The influence of behaviour on host-parasite dynamics has theoretical support but few empirical studies have examined this influence for wild-captured hosts, especially in colonial species, which are thought to face generally high risk of exposure. Behavioural tendencies of hosts in novel environments could mediate host exposure. We tested the hypothesis that behavioural tendencies of hosts, and host sex and age, correlate with prevalence and intensity of ectoparasites in a gregarious mammal, the little brown bat (Myotis lucifugus). We also tested whether relationships between host behaviour and parasite prevalence and intensity would vary between taxa of ectoparasites which differ in host-seeking behaviour.
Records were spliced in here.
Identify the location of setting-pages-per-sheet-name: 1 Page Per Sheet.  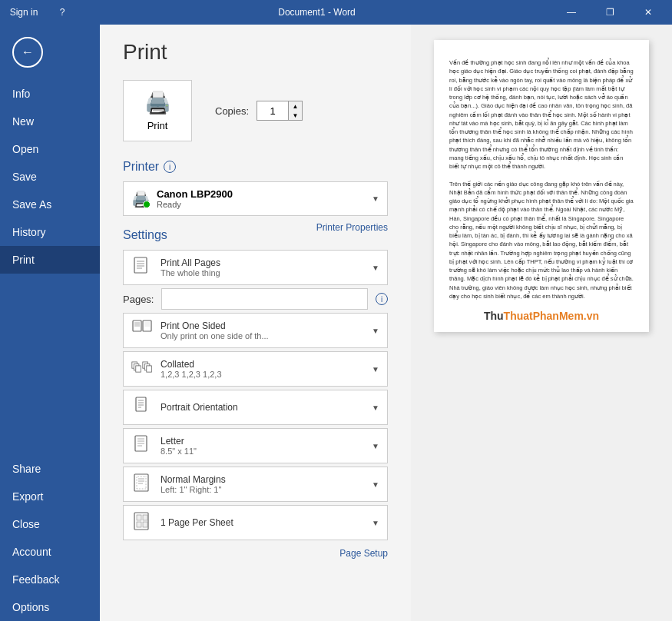
(263, 523).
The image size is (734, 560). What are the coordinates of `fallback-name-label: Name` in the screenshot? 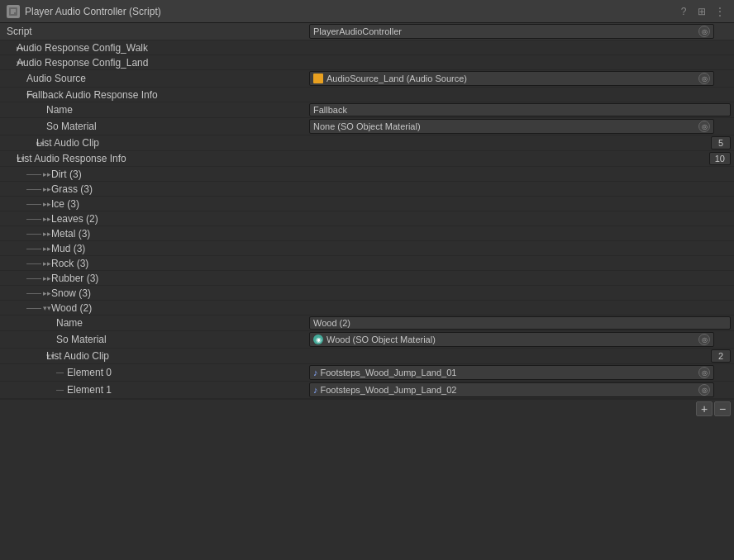 It's located at (38, 110).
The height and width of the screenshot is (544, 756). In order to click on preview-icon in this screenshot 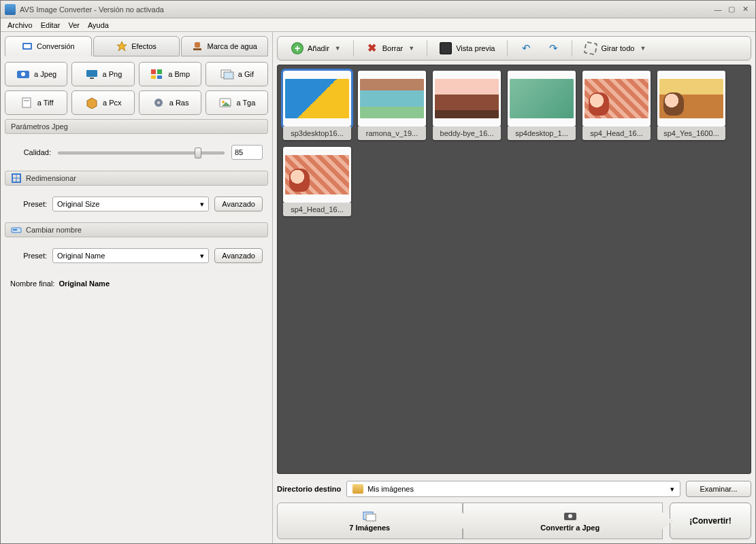, I will do `click(446, 48)`.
We predicted that individual hosts displaying active and explorative behaviours would have higher prevalence and intensity of parasites that depend on physical contact among hosts for transmission (mites) but that host behaviour would not influence prevalence and intensity of mobile ectoparasites with active host-seeking behaviour (fleas). We recorded behavioural responses of wild-captured bats in a novel-environment test and then sampled each individual for ectoparasites. After accounting for age and sex we found mixed support for our hypotheses in some but not all demographics. More active adult and young of the year (YOY) males were more likely to host mites while more active adult and YOY females were less likely to host fleas. Our results highlight possible differences in the influence of host and parasite behaviour on parasite transmission dynamics for colonial compared to non-colonial species and have conservation implications for understanding pathogen transmission in bat white-nose syndrome and other wildlife diseases.